Huber criticized the science-oriented medicine , accommodation and electric shocks in psychiatry and offered conversational therapies . On February 12, 1970, a general patient assembly demonstrated in the Heidelberg Psychiatric Polyclinic against Huber's dismissal, which had been ordered for "inciting the patients". In February 1970, Huber founded the Socialist Patient Collective (“SPK”) with colleagues, students and 52 patients as a self-organization of psychiatric patients in which there was no longer any separation between patients and doctors. He saw illness as a consequence of capitalist relations of production, according to which illness is a form of protest. The mentally ill have revolutionary potential, so they should be viewed as political prisoners. The collective had up to 500 members and issued a total of 51 leaflets.
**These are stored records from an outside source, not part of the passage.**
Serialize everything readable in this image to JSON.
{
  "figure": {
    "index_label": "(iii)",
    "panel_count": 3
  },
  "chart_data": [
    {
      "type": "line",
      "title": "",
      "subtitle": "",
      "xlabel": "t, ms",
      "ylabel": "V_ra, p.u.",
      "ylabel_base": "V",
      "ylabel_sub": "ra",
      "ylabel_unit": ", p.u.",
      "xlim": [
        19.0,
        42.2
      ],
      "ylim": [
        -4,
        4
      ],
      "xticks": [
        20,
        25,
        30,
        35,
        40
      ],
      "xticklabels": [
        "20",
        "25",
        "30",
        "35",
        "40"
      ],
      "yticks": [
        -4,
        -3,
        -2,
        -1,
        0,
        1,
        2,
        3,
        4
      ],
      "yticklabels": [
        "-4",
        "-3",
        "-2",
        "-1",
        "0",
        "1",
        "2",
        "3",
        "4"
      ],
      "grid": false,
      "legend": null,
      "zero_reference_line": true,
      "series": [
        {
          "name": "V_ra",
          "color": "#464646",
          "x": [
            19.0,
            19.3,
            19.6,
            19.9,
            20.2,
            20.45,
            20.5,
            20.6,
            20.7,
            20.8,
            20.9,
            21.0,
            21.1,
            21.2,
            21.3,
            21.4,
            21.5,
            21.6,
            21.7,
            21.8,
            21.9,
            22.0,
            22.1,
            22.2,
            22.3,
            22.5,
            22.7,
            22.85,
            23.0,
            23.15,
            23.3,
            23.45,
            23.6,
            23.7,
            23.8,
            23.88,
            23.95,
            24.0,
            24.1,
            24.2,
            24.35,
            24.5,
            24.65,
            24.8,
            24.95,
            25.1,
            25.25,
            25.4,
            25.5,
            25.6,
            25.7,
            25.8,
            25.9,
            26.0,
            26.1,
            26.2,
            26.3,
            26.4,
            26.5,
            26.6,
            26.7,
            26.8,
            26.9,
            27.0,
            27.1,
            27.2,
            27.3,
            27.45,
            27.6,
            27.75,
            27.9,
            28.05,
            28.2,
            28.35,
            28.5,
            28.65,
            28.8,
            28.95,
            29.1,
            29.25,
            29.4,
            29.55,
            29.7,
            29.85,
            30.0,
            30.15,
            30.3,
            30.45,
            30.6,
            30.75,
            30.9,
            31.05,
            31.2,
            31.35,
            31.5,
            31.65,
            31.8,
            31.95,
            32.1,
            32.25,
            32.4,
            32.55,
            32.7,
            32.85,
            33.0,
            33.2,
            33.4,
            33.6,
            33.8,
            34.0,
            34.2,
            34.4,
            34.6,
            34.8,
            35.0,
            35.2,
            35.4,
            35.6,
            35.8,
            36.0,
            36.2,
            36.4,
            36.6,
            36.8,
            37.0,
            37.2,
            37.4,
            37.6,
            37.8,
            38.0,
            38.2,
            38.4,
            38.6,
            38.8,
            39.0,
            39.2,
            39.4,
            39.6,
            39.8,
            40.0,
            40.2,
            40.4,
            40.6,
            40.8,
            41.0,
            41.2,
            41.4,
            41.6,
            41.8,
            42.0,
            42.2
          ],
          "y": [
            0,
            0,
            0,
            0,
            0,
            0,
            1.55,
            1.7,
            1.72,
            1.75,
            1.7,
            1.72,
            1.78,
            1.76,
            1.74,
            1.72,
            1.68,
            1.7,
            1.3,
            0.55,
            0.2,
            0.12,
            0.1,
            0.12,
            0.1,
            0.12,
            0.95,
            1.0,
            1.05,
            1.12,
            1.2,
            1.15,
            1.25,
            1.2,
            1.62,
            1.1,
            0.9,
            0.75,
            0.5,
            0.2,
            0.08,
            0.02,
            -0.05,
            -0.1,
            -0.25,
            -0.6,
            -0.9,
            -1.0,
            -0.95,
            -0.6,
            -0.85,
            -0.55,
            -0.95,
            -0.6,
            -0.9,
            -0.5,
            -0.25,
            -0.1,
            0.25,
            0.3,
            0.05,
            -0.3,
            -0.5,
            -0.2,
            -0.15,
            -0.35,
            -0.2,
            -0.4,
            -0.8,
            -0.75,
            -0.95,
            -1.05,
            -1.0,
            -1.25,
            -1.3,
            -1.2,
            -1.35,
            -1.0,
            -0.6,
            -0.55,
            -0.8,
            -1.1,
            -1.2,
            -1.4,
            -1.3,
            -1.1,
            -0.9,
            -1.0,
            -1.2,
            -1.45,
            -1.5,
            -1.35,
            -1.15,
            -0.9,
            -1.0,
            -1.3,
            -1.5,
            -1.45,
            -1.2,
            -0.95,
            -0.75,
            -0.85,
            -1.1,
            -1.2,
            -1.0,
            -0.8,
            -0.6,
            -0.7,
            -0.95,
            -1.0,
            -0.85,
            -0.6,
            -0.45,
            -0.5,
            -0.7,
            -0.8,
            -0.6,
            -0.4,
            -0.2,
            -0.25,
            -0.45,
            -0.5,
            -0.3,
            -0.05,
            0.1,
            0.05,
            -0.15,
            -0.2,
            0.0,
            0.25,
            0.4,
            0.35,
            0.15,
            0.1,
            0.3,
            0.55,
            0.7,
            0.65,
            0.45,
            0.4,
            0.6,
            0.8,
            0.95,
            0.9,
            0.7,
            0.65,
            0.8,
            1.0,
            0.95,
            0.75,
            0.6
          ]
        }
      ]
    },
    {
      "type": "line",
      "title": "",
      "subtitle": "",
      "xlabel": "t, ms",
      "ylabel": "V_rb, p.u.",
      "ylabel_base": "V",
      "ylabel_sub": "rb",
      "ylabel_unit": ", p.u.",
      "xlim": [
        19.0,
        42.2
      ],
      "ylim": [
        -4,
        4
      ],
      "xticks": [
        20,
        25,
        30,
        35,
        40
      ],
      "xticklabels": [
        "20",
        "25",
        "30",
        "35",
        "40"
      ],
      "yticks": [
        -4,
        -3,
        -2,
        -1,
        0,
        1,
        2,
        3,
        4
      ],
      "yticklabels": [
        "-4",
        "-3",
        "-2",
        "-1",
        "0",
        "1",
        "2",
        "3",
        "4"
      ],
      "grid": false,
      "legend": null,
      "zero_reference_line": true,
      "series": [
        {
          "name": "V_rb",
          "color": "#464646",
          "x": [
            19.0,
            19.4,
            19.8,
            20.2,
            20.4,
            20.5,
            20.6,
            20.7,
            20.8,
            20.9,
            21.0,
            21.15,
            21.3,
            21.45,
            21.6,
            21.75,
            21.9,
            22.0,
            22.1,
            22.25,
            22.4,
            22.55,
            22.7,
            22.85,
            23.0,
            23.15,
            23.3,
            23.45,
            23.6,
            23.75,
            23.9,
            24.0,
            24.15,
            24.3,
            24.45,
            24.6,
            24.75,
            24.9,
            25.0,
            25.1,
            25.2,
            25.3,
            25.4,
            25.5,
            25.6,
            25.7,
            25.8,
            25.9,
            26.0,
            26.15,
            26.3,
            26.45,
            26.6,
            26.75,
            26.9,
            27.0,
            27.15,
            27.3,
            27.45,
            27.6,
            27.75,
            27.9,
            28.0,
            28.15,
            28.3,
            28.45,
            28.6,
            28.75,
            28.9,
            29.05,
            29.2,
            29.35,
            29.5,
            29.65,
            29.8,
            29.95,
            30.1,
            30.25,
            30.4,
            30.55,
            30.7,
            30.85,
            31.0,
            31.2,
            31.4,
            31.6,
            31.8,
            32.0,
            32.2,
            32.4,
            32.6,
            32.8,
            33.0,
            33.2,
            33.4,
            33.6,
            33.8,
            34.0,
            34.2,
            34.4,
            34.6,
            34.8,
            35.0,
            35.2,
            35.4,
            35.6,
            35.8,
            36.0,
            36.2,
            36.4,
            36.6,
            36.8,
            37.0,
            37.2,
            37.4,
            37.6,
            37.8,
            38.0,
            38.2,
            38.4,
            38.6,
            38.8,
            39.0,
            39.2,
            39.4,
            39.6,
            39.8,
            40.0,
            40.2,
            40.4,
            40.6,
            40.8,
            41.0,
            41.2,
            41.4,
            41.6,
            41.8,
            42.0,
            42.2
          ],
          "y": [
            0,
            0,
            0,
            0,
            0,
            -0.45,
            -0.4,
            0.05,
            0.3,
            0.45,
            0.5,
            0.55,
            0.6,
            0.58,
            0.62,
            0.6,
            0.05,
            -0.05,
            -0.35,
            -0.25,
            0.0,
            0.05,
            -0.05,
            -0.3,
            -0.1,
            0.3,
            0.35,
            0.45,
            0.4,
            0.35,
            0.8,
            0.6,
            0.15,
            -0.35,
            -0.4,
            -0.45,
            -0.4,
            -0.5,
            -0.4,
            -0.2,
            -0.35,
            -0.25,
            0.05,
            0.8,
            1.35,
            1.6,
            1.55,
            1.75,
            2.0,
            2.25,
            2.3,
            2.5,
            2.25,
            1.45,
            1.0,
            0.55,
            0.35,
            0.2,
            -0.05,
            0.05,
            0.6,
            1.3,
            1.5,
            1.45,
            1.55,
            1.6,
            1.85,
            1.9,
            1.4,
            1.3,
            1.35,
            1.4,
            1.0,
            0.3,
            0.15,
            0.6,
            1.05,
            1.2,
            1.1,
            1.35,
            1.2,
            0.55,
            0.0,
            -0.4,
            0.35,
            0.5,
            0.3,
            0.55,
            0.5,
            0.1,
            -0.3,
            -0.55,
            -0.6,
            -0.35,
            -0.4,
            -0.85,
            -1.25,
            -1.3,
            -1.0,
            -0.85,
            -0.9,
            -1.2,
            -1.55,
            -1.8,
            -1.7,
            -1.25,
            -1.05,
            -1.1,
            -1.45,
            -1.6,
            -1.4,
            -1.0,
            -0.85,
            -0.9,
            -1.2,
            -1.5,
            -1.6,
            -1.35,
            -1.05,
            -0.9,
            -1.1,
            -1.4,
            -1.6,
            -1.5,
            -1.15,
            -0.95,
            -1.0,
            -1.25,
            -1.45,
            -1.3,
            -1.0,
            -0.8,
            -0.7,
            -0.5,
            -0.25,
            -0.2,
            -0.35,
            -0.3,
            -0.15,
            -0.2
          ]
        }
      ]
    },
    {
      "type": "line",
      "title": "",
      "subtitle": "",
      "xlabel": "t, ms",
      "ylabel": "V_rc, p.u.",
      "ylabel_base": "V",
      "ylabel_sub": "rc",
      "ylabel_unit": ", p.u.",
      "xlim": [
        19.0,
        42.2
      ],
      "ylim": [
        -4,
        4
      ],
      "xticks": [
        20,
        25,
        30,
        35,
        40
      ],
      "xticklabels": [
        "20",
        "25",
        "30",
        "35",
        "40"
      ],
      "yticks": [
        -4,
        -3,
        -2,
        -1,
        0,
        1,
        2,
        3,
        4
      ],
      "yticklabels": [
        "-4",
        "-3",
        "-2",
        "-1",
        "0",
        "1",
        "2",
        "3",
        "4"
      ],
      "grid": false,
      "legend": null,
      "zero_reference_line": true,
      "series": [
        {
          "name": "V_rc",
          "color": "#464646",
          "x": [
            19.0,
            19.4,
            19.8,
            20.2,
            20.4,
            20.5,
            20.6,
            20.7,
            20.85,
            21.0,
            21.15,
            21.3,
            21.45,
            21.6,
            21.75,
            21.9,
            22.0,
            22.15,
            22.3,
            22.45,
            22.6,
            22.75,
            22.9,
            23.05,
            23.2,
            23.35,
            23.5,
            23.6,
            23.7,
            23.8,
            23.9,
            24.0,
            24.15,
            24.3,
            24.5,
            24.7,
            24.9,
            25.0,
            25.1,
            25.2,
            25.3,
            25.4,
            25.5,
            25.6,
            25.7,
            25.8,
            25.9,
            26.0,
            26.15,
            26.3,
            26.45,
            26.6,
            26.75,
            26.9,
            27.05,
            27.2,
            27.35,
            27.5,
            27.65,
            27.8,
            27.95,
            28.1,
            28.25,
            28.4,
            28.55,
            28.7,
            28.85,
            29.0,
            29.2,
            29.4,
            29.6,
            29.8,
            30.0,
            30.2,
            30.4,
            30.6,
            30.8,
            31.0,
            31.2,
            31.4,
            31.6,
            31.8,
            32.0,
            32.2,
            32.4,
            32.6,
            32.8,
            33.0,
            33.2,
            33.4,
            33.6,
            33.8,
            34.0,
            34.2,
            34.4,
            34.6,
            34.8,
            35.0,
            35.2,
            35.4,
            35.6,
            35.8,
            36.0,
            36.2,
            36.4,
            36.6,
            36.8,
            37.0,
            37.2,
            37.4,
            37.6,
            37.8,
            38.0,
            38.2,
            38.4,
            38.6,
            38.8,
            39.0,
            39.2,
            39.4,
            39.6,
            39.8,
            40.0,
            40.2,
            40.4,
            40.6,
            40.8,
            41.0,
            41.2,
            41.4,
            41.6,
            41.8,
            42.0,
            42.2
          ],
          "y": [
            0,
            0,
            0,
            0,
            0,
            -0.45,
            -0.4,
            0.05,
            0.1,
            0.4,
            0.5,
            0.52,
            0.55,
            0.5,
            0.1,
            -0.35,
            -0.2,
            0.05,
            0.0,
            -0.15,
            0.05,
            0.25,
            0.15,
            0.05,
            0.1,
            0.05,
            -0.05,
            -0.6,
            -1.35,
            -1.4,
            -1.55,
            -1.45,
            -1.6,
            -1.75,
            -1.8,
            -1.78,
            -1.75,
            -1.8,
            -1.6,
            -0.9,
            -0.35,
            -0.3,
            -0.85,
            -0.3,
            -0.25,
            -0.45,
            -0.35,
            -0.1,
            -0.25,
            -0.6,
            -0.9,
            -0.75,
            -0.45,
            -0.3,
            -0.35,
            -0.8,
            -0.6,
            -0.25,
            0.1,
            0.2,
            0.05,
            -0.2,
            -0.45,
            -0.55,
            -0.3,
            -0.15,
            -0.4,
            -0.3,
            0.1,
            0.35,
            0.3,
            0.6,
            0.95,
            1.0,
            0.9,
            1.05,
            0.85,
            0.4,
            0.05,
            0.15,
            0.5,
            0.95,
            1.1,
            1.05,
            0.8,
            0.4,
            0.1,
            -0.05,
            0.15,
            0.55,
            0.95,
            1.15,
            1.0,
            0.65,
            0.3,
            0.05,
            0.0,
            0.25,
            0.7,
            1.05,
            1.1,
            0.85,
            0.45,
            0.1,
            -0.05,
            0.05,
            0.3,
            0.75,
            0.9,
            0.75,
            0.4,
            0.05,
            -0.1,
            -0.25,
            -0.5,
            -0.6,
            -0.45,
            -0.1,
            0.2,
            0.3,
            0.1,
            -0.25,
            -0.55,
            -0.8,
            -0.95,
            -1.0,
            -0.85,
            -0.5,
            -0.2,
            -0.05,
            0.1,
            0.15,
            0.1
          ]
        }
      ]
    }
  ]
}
In the summer of 1971, Huber and the SPK expressed solidarity with the terrorist organization Red Army Fraction (RAF). Some members of the SPK joined the RAF. The SPK disbanded in July 1971, and Huber was arrested on July 19, 1971. Because participation in a criminal organization , explosives manufacture and falsification of documents he and his wife Ursel Huber were sentenced in December 1971, four and a half years in prison, the SPK-member Siegfried Hausner to three years in youth custody. In a cellar rented by Ursel Huber, materials for explosives and devices for forging passports were found. Huber lost his medical license. On November 6, 1975, Wolfgang and Ursel Huber started a hunger strike in the Stuttgart correctional facility . They were released on January 20 and 21, 1976, respectively.

Fonts

  • The term solitary confinement. 1974
  • About the beginning: to the history of the socialist patient collective (1970) and the patient front (1973): how the disease became a weapon: 20 years of the patient front. 1993
  • with other authors The communist manifesto for the third millennium. 2001

literature

  • Cornelia Brink :
    • Radical psychiatry criticism in the Federal Republic. The socialist patient collective in Heidelberg. In: Franz-Werner Kersting (Hrsg.): Psychiatry reform as social reform. The mortgage of National Socialism and the departure of the sixties. Paderborn 2003, pp. 165-180.
    • Psychiatry and Politics. To the socialist patient collective in Heidelberg. In: Klaus Weinhauer , Jörg Requate, Heinz-Gerhard Haupt (ed.): Terrorism in the Federal Republic. Media, State and Subcultures in the 1970s. Frankfurt am Main 2006, pp. 134–153.
  • Christian Pross , Sonja Schweitzer and Julia Wagner: "We wanted to run to ruin". The history of the socialist patient collective Heidelberg. Psychiatrie Verlag, Cologne 2016, ISBN 978-3884146729 (summary in English (pdf) )

Web links

  • The beginnings of the RAF
  • Link to the dataset on Huber in the National Library with references to publications from 2006: http://d-nb.info/gnd/131337963

Individual evidence

  1. a b Unsigned, undated curriculum vitae in tabular form, possibly from the website of the Heidelberg History Association , last accessed September 1, 2018
  2. ^ Benedikt Erenz: Heidelberger Mythen . In: The time . No. 42/1986 ( online ).
  3. Ulrike Baureithel: Illness and weapons. Tagesspiegel online, January 27, 2017 (accessed September 1, 2018)
  4. “Making a weapon out of illness!” Where psychiatric patients should become revolutionaries - the Socialist Patient Collective SPK (1970/71). Unsigned article from the Heidelberg student newspaper Ruprecht No. 35, May 16, 1995 (here on the website of the Math / Phys student body, last accessed September 1, 2018)
  5. Klaus Welzel: What remains of the socialist patient collective? (plus video). Rhein-Neckar-Zeitung online November 7, 2016 (accessed September 1, 2018)
  6. PROCESSES: Fateful turn . In: Der Spiegel . No. 46 , 1972 ( online - Nov. 6, 1972 ).